January 3, 2002

  • Once upon a time, two people who barely knew each other, and who lived on opposite sides of the planet, decided to fall into something akin to love.

    (Love is need, love is desire, love is growth and pain. Love isn’t about the heart; love is about the whole body, the whole energy, the whole being. Love is a chemical reaction between mutual sets of covalent needs. Sometimes people need lessons they can’t get any other way but through romantic love. We have something to give those poor souls: Compassion.)

    They anguished over their geographic locations, caught in the abject frustration their situation induced. They wanted love-ness so badly that they were willing to become upset when they didn’t get it.

    Then, one day, one of them went to where the other one was.

    (Buddha says there is no other, there’s just… something… and it’s separated into pieces, and all these pieces are trying to find each other, motivated by their dukka, or painful ignorance. All the pieces have to do is to decide not to be pieces any more and they’ll be whole again, but the pieces are strange in that they choose to be separate.)

    And when they did this, they discovered that what they’d both been doing all along was this: The gaps, the pieces they couldn’t possibly know about each other… they’d been filling in those gaps with their imaginations. And of course everyone does that all the time anyway, whenever they meet anyone, but the gaps had been so many and the imaginations had been so fertile and desirous that this particular set of delusions was quite a force to be reckoned with.

    (I once knew a woman named Kat, I once knew a woman named Xara, I once knew a woman named Karen, I once knew… I mean, well, I thought I knew a woman named Hilary. I guess I didn’t really know any of the others either.)

    When they met, these two freaked out. You’d freak out, too. Well, they freaked out, and didn’t know what to do, because they were unprepared for real, live, 3D truth. Truth In Three Dimensions.

    After the freak out, one of them said, “Hey, this is actually good. We get another opportunity to discover each other!” The other one said, “The one I thought I loved would never say that.”

    They parted ways, and even though the one tried to stay in contact, the other resisted, such can be the strength of tightly-held truths, no matter how deluded.

    I had just turned 30 at the time. We still talk. I’ve since jettisoned that set of deluded truths. I have yet to discover what other deluded truths I hold tightly. Pray for me that it’s easy to figure out.

Comments (9)

  • oh one thing I’d hate to miss out on is the chance to re-discover the truths about the one I love.

    discovery is easy, truth is easy…… trust yourself.

  • I will!! guess I’m going trough some discovering  of my own…

  • (((((You)))))

    Loosely held truths are much better, yes?

    Yes.

    I’m hanging on…

    …loosely.

    V~

  • Imaginations vs reality…I probably would have done the “opportunity of discovery bit”. At least I hope I would have.   Good luck on your journey of self discovery.

  • Dammit… I wrote a big long comment and it didn’t show up…

    Here I go again…

    I can strangely relate. The strange part of it is that I actually never MET the person (like YOU did). However, I learned a mighty lot in our non-meeting, as well.

    In fact, I have probably learned more from that somewhat brief online relationship than I have in any single RL relationship I have had, which was strange. I can see that was my attraction to that person. Since I seek out growth, and lessons to learn, I was very interested in him. And without growth, I tend to get bored. *yawn*

    Boredom happens to be my worst enemy. I am battling a case of it right now, and this is something that my partner and I want to work on this year.

    Human relationships are fascinating (albeit frustrating). I enjoyed your story.

  • Khalil Gibran writes: “Love is the greatest of our treasures, exhalted above all, but there is a price to be paid for it… Its unavoidable end.”

    To love and then hurt for it is what makes us human. And it is like a harvest. One must cut down the crop, so its body becomes the nourishment for the next cycle of growth.

  • But that does not mean it don’t suck ass.

  • Considering the brevity, that is an amazing blog. Entertaining and profound. A bit like Twelvth Night?

  • I want to say something profound about how this entry touched me, but it defies description. You don’t know me, but your words fit my life right now.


> [Description of the task]
Only the text should come through, so restate the listing exactly and drop its images.

(Beginning of Dataset records)

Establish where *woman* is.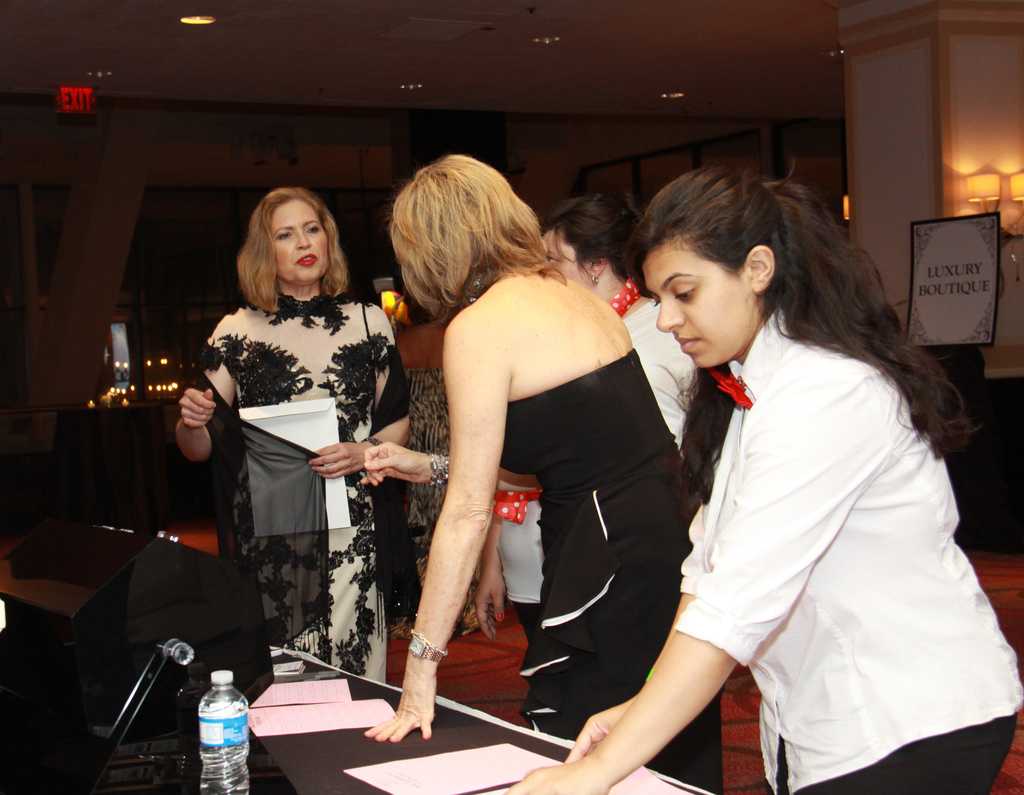
Established at box(509, 156, 1023, 794).
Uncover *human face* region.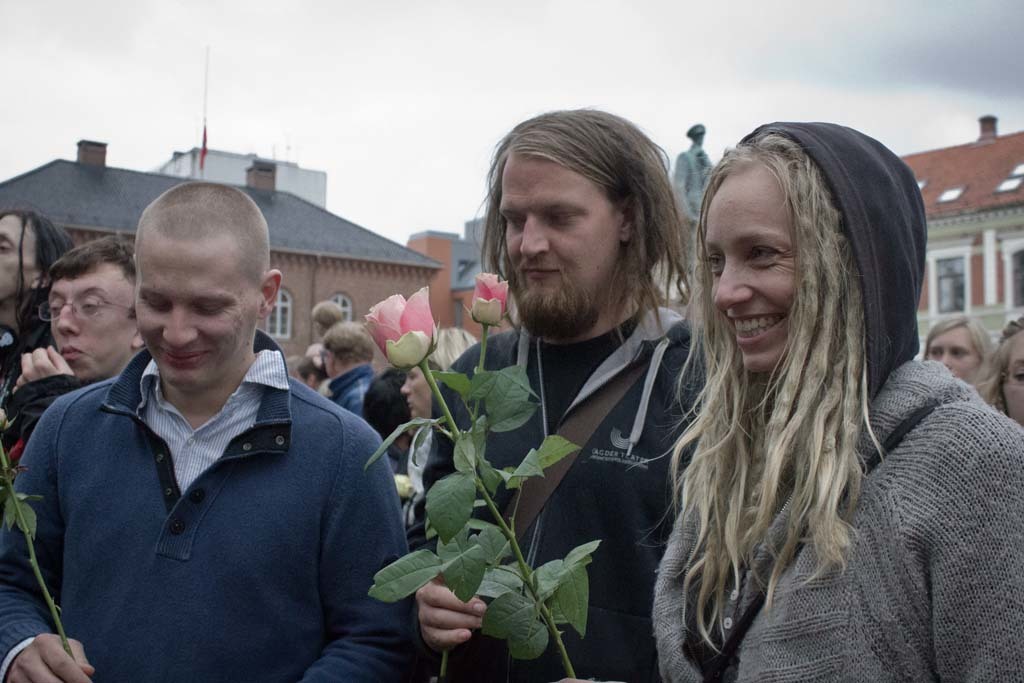
Uncovered: bbox(134, 239, 259, 392).
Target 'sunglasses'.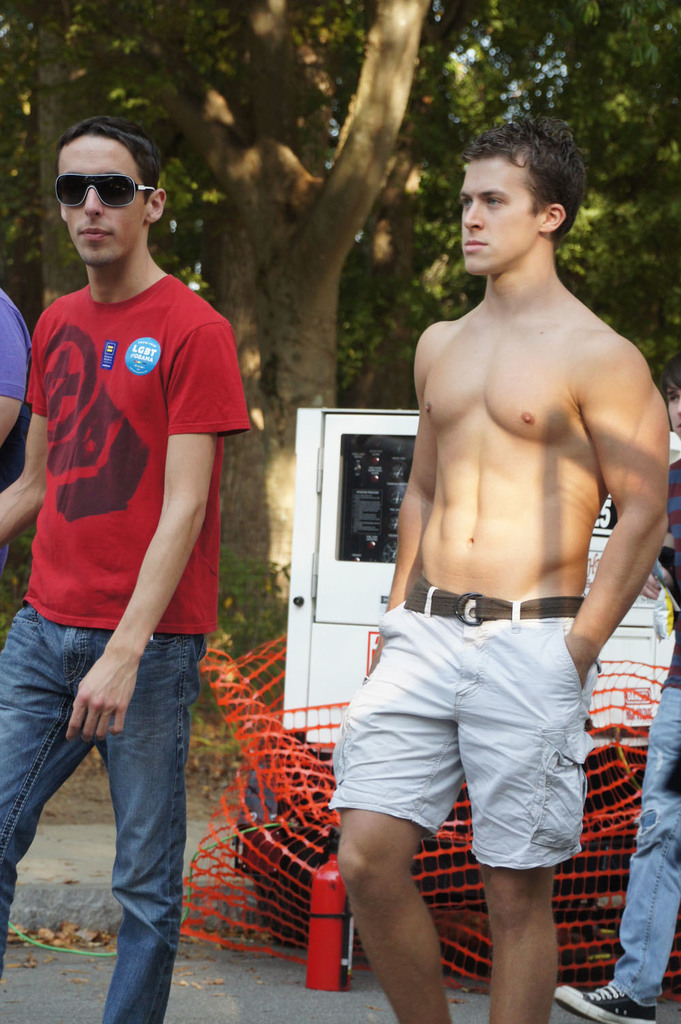
Target region: x1=50, y1=162, x2=155, y2=211.
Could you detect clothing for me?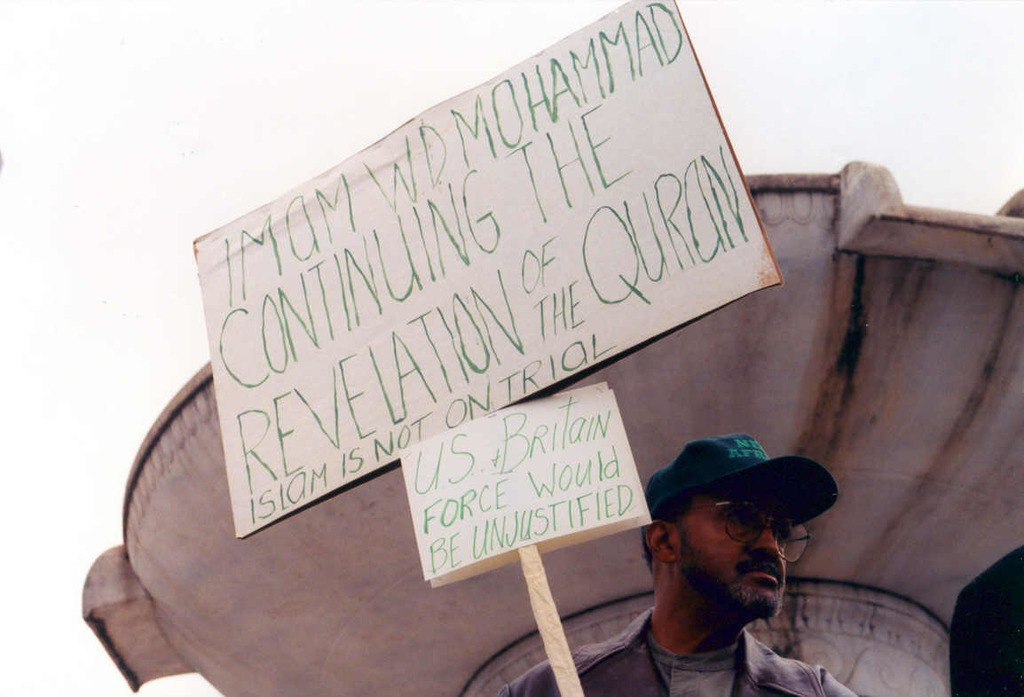
Detection result: <bbox>487, 617, 850, 696</bbox>.
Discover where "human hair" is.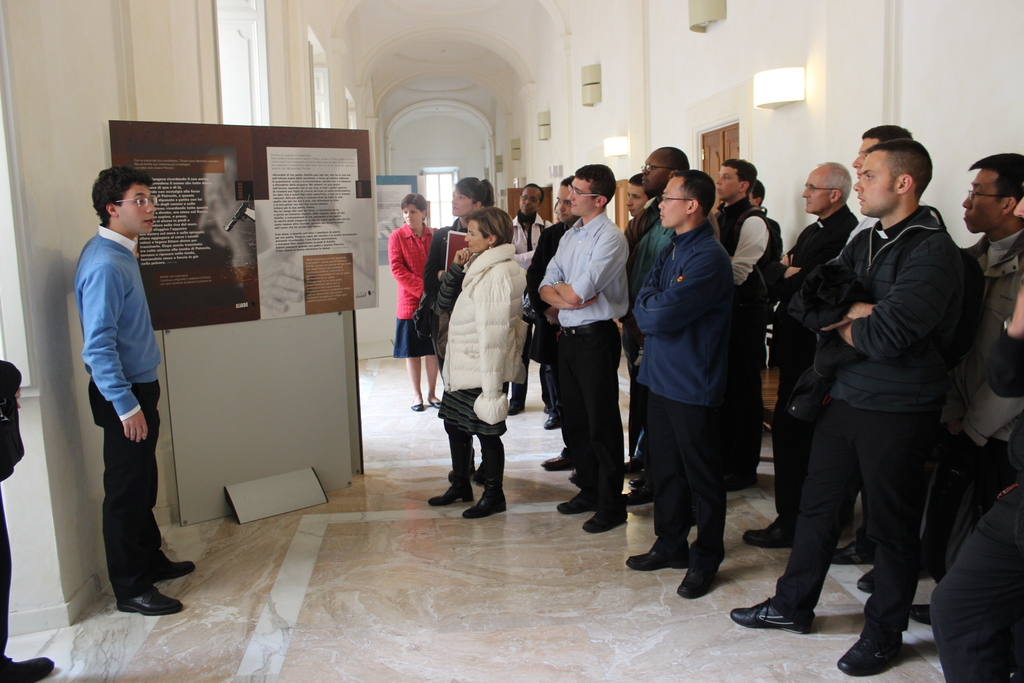
Discovered at x1=858, y1=120, x2=913, y2=138.
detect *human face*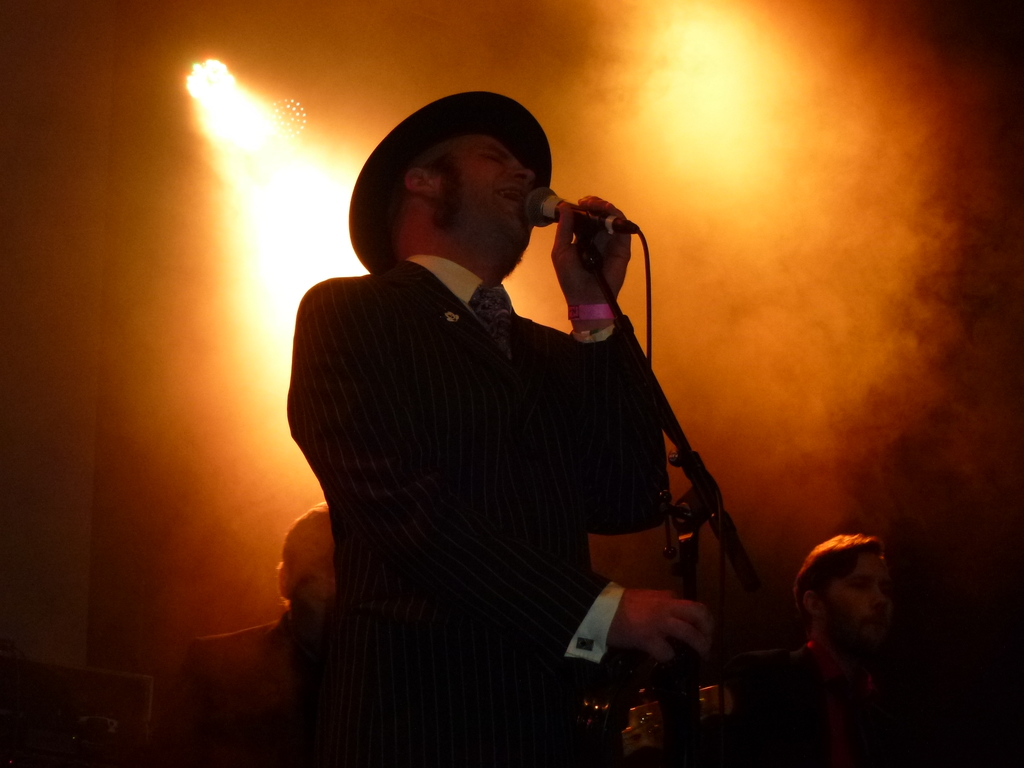
select_region(452, 138, 534, 233)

(End of Dataset records)

> [Response to this task]
Establish where *woman* is.
Established at box(509, 156, 1023, 794).
Uncover *human face* region.
Uncovered: bbox(134, 239, 259, 392).
Target 'sunglasses'.
Target region: x1=50, y1=162, x2=155, y2=211.
Could you detect clothing for me?
Detection result: <bbox>487, 617, 850, 696</bbox>.
Discover where "human hair" is.
Discovered at x1=858, y1=120, x2=913, y2=138.
detect *human face*
select_region(452, 138, 534, 233)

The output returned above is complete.